Downside of Data
When there’s too much Big Data, the time to derive value and the cost for storing and processing Big Data can be significant, and companies are discovering that unstructured Big Data is difficult to work with.
For industrial IoT applications, we recommend a different approach:
- First, identify the desired business outcomes from the data
- Then, leverage the knowledge of domain experts to select the most likely data that drives these business outcomes
- Finally, match the appropriate data processing and analytics to processing data for business value
In this scenario, the role of domain experts in identifying and contextualizing data in industrial systems is as important as the role of data scientists in industrial IoT.
This is a simplified version of how Big Data becomes Smart Data.

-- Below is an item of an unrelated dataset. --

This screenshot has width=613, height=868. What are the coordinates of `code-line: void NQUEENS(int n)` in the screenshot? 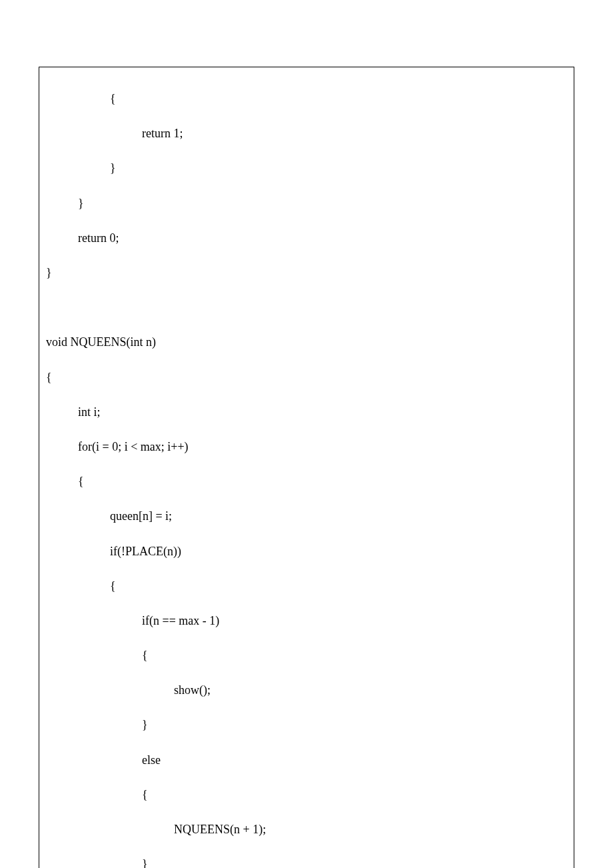 It's located at (306, 342).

Transforming Raw Data into Smart Data
In general, there are three levels of data processing:
- Device: Simple limit checking can provide useful insights into a device’s operation.
- System: Derive insights such as tension in a paper web that’s likely to result in a web break in a few cycles.
- Enterprise: Selected contextualized data, or Smart Data, from the OT environment can be analyzed and combined with data from the other parts of the enterprise to develop data mash ups or dashboards that deliver actionable insights.
Analytics and AI/machine learning at each of these levels can optimize processes and operations in industrial plants to deliver more productivity.
What’s Next
Big Data in industrial IoT applications will increasingly get replaced with Smart Data.
Industrial IoT solutions will leverage the scalable computing available at the device, system and enterprise levels to implement solutions that deliver business value such as descriptive, diagnostic, predictive and prescriptive analytics at the Edge and in the Cloud.
Therefore, it will become even more important for companies to use a combination of Smart Data, scalable analytics and Big Data for business outcomes.